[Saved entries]

※ ※ ※

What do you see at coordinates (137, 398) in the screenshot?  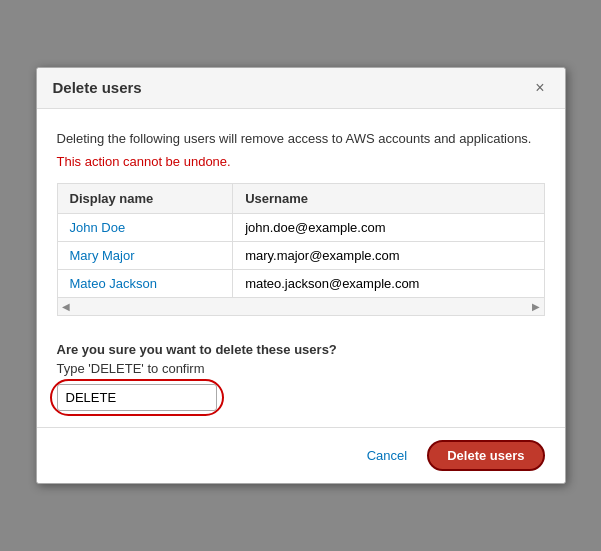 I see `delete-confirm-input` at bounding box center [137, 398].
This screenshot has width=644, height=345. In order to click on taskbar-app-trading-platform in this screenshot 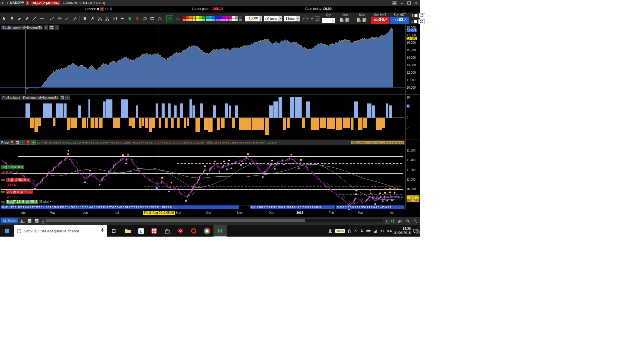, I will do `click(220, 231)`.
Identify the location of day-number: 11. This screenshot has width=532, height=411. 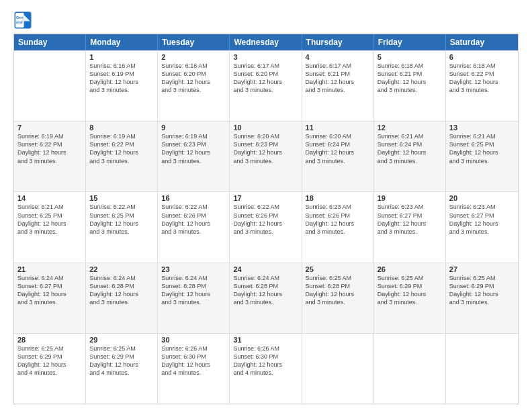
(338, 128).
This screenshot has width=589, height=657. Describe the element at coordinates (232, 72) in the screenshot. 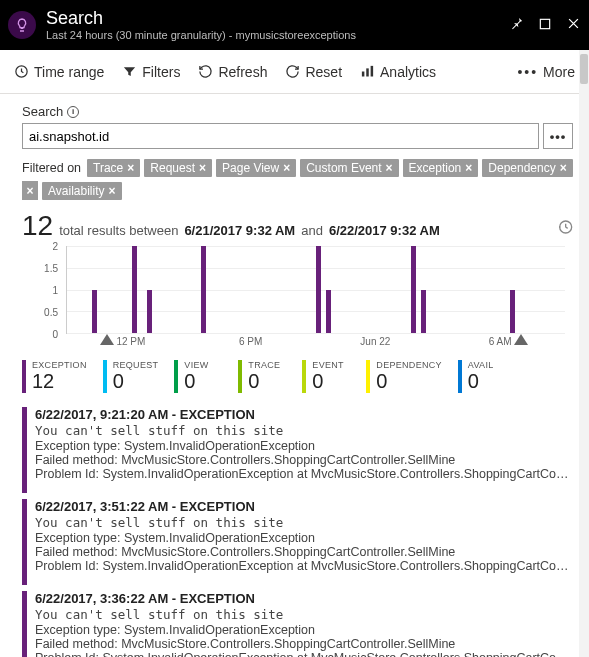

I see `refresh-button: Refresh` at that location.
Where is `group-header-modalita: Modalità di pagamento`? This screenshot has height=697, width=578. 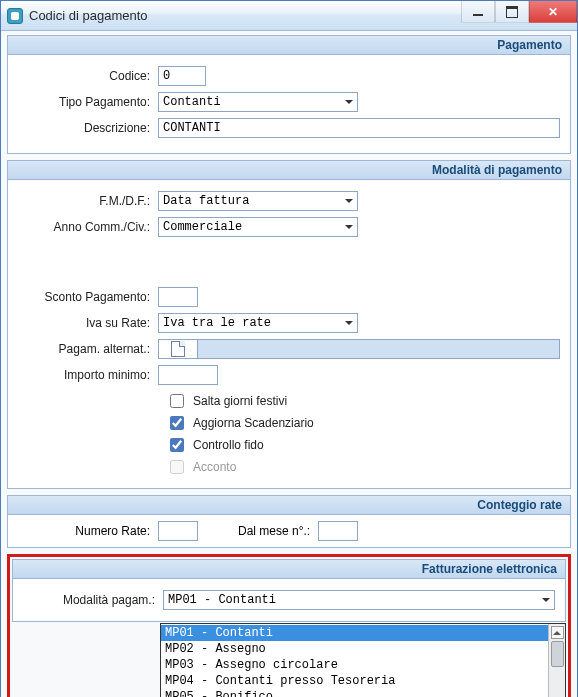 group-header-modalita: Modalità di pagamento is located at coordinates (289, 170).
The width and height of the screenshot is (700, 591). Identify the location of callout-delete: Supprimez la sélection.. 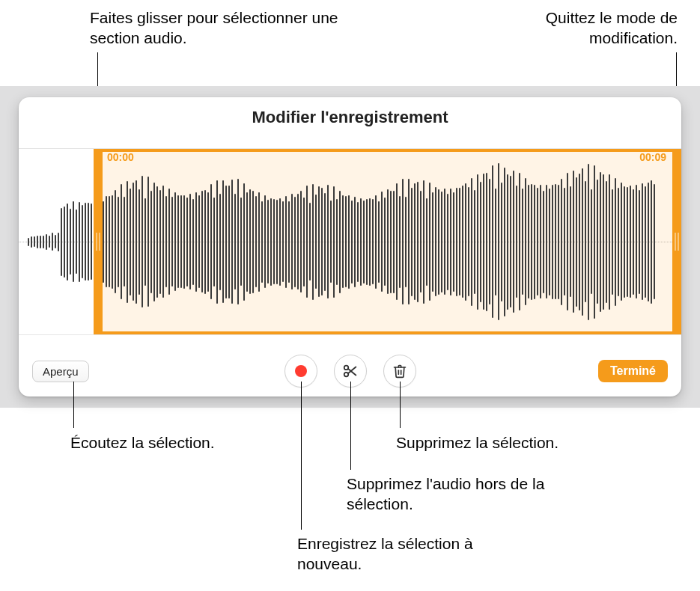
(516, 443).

※ ※ ※

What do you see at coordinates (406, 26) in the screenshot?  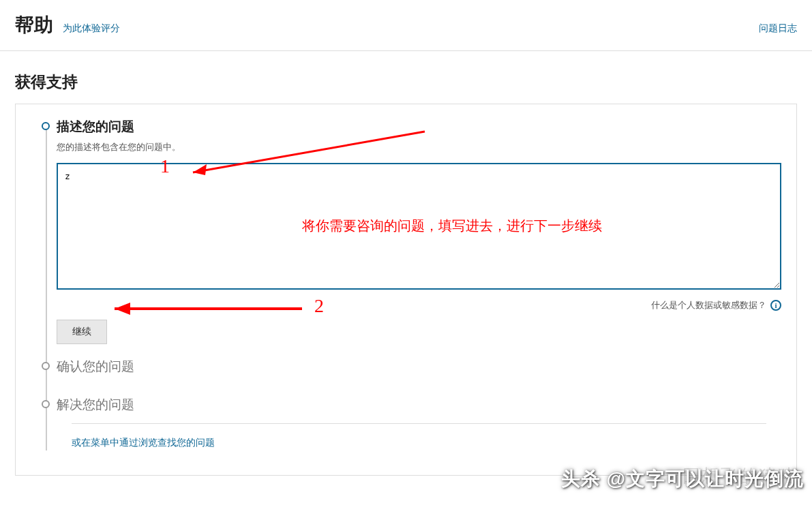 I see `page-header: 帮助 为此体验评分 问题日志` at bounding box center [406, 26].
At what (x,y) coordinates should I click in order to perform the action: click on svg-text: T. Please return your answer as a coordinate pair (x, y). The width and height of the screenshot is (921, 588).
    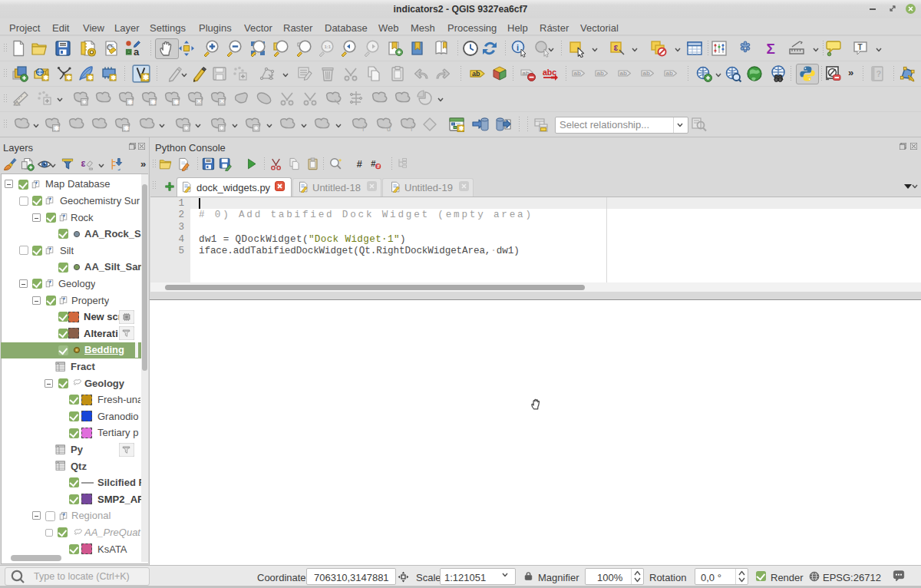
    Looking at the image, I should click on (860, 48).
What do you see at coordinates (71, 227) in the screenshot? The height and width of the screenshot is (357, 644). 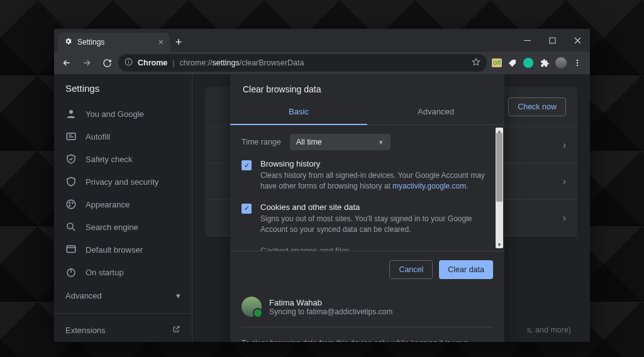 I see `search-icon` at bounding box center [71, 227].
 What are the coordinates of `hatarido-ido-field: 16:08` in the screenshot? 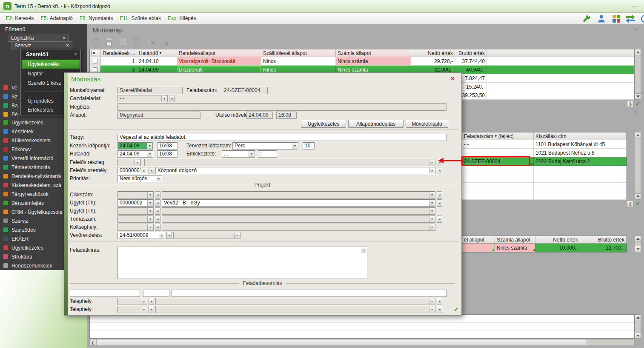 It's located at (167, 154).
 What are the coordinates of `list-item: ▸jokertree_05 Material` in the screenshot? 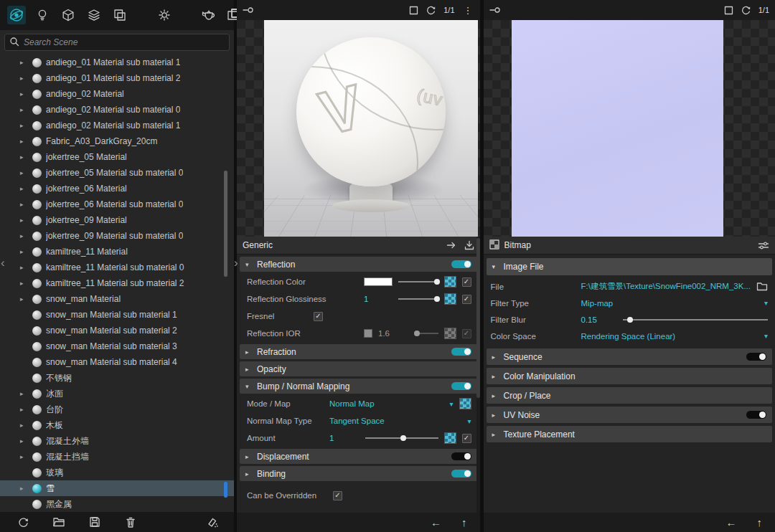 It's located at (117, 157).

※ ※ ※

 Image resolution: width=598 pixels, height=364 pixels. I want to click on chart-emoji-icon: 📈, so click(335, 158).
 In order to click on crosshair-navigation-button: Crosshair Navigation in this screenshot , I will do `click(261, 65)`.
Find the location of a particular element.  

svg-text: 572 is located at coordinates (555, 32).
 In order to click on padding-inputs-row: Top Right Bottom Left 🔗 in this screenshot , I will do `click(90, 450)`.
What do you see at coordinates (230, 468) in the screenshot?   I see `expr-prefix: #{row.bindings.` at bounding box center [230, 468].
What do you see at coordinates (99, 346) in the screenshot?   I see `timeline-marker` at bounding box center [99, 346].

※ ※ ※

__Work task__: Go to the line with "Find the location of a particular element." in the entries above and repeat every line from there through the line with "What do you see at coordinates (230, 468)", exactly and with no other text.

__Response to the task__:
Find the location of a particular element.  

svg-text: 572 is located at coordinates (555, 32).
 In order to click on padding-inputs-row: Top Right Bottom Left 🔗 in this screenshot , I will do `click(90, 450)`.
What do you see at coordinates (230, 468) in the screenshot?   I see `expr-prefix: #{row.bindings.` at bounding box center [230, 468].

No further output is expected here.